Lester's feats so far this postseason challenge belief, defy expectation. He has twice faced the lineup that won more games than any other major league team and for 14 innings has not allowed an earned run.

Lester hurled blinding fastballs and devastating curveballs for seven innings last night, giving up four hits and zero runs in the Red Sox' 3-2, ALDS-clinching victory.

Lester has grabbed these playoffs by the throat and made them his personal showcase. He has now thrown 22 2/3 consecutive innings in the postseason without allowing an earned run.

"I don't think you could ever expect a guy to go out and do what he's done in this postseason," said Sox general manager Theo Epstein. "He was phenomenal.

"Last year, even though he won Game 4 of the World Series, he was still kind of a young man out there finding himself. Now, he is who he is. A dominating pitcher.

"He's learned to handle himself. He used to get flustered on the mound, allowed things he couldn't control to bother him. But now, he's just got tremendous focus. He thrives on that."

After he cruised through the first inning, Lester dodged trouble in the middle innings. Three out of four innings, he put two men on base and then left them there, calling on his best pitches when he needed them most.

With Angels starter John Lackey firing lightning bolts and slapping zeros on the scoreboard, Lester needed to match him. And he did.

"I feel good," Lester said. "My mind-set is good. My focus is good. I don't know. It's just a natural ability to try to focus on this start, and not worry about your last start."

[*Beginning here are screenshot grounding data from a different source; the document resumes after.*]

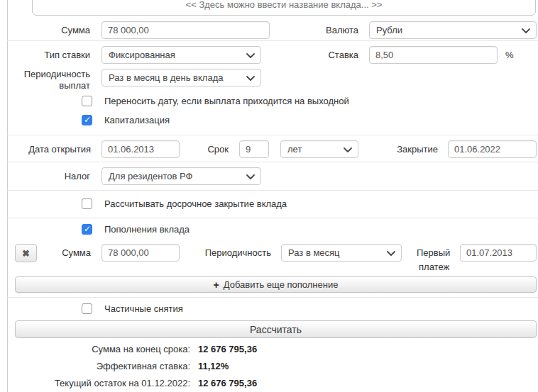 This screenshot has width=538, height=392. What do you see at coordinates (95, 366) in the screenshot?
I see `result-effective-rate-label: Эффективная ставка:` at bounding box center [95, 366].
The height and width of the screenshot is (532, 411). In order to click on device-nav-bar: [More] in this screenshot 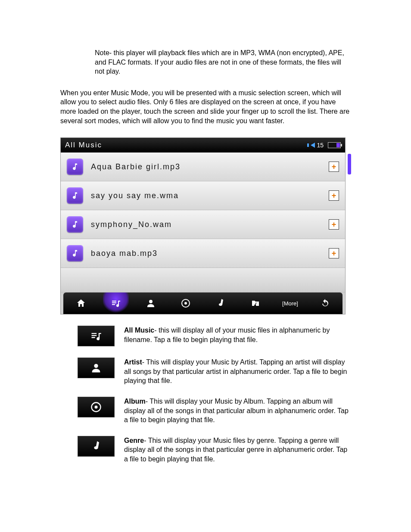, I will do `click(203, 303)`.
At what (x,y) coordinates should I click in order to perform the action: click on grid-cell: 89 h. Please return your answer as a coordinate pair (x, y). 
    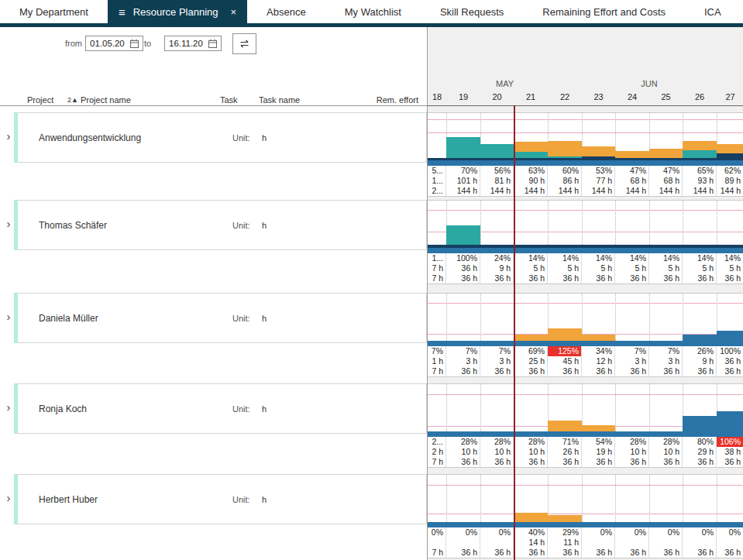
    Looking at the image, I should click on (730, 181).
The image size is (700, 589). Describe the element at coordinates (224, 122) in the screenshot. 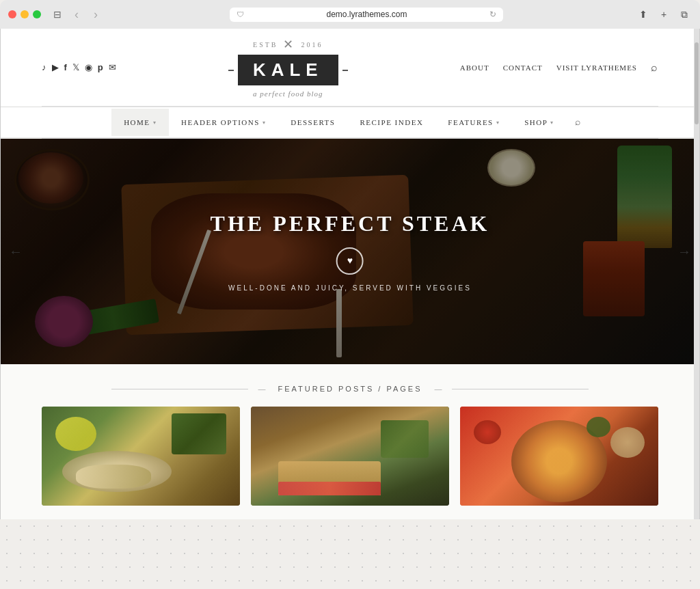

I see `nav-item-header-options: HEADER OPTIONS ▾` at that location.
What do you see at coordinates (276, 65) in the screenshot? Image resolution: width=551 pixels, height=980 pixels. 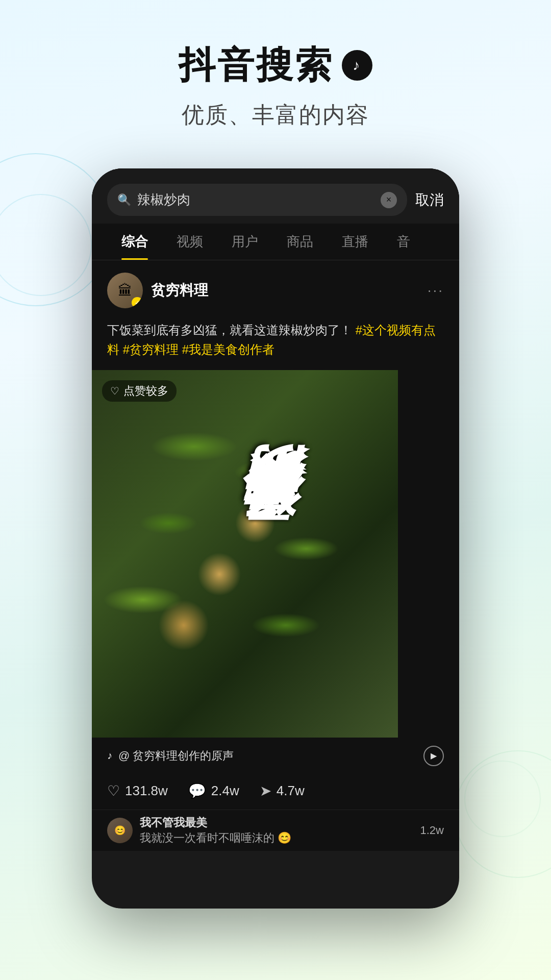 I see `app-title-row: 抖音搜索 ♪` at bounding box center [276, 65].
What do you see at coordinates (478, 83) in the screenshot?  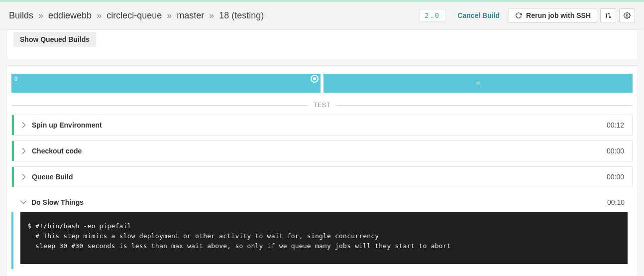 I see `segment-add: +` at bounding box center [478, 83].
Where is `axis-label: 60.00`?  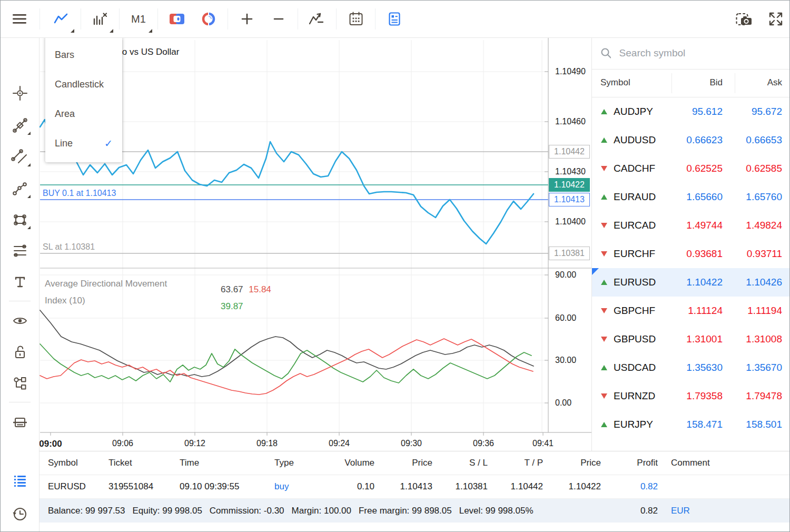
axis-label: 60.00 is located at coordinates (566, 318).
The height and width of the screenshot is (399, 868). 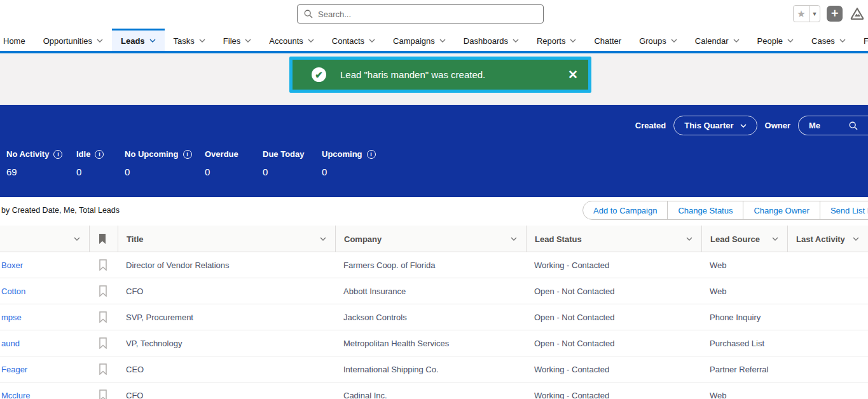 What do you see at coordinates (726, 210) in the screenshot?
I see `list-action-buttons: Add to Campaign Change Status Change Own…` at bounding box center [726, 210].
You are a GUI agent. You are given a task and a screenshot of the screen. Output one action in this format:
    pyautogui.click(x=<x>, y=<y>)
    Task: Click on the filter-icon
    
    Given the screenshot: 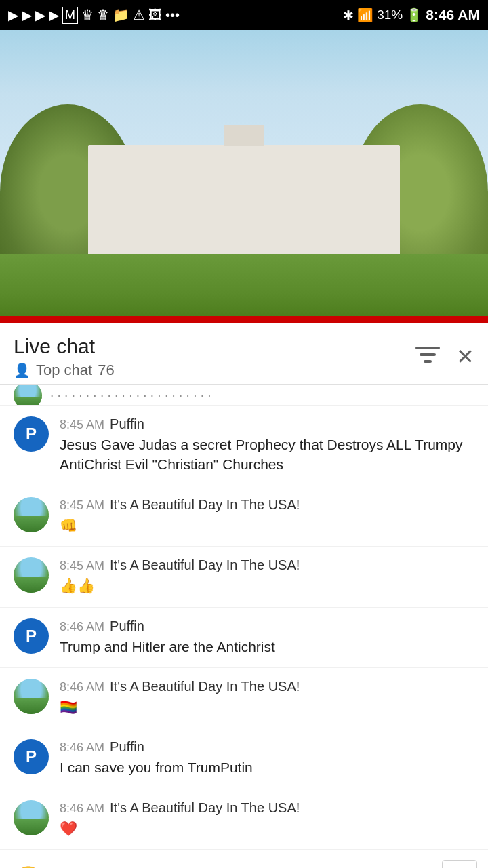 What is the action you would take?
    pyautogui.click(x=428, y=357)
    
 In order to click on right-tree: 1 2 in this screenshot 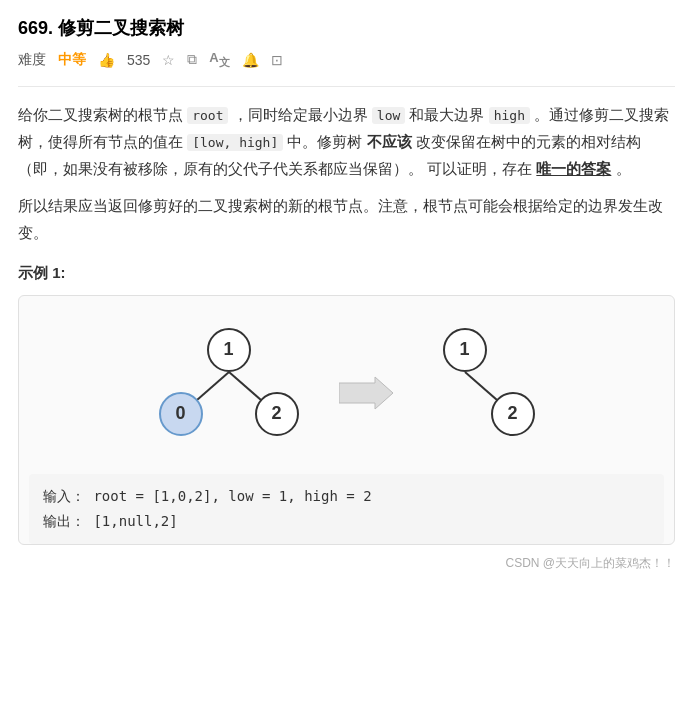, I will do `click(485, 393)`.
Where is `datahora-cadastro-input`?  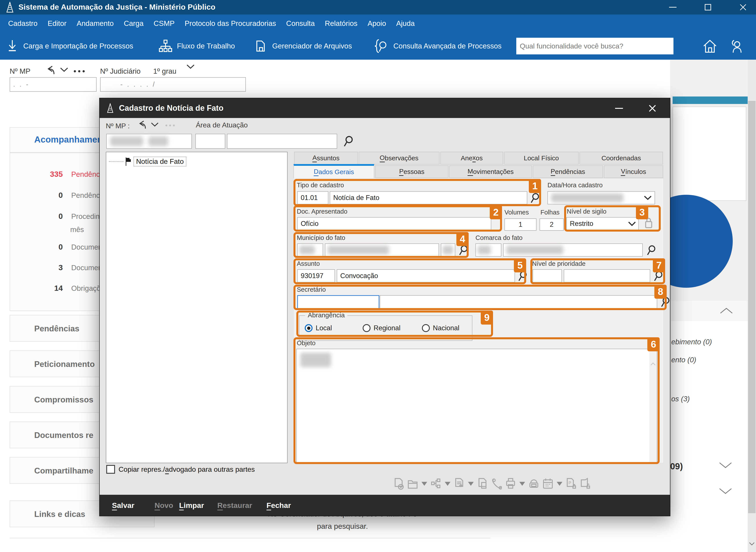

His biggest out, perhaps, came in the fifth inning, with men on first and third, two outs, and Mark Teixeira - perhaps the AL's best player over the final two months - standing at the plate. Lester fired a 96-mile-per-hour fastball over the outside corner. Teixeira, somehow, watched it fly by for ball two.

Lester countered with a cutter at nearly the same location, a hair farther inside. Teixeira watched again. Then he walked to the dugout.

"He was outstanding," said Sox pitching coach John Farrell. "The full assortment of pitches. The composure he had. He was very powerful.

"You look at the top pitchers in baseball, and it's not atypical. Once he settled into his rhythm, he was using two or three pitches on both sides of the plate."

That challenge met, Lester dominated. He retired the final eight batters he faced, only two of them able to hit the ball out of the infield, none of them even sniffing a hit. When he came out after the seventh, "I thought I was done," he said. "I figured I was done."

Farrell asked him if he was done. Without thinking, Lester said yes.

"This kid is one of the best pitchers in the league right now," said manager Terry Francona.

But Francona didn't want to test him too much, to send him back with 109 pitches under his belt.

"He was very willing to go back out," Francona said. "But I think you can make a mistake on a pitcher, kind of emotionally shut it down or turns a switch off to try to rev it back up. Didn't seem like it made sense to me."

Francona inserted Hideki Okajima and then Justin Masterson, who squandered the 2-0 lead. The decision to take Lester out does not portend that he will be protected as the Red Sox move forward.

Francona, like everyone else watching, wants to see what his best pitcher can do next, ready to find out what else he is capable of.

"We're not going to hold him back," Francona said.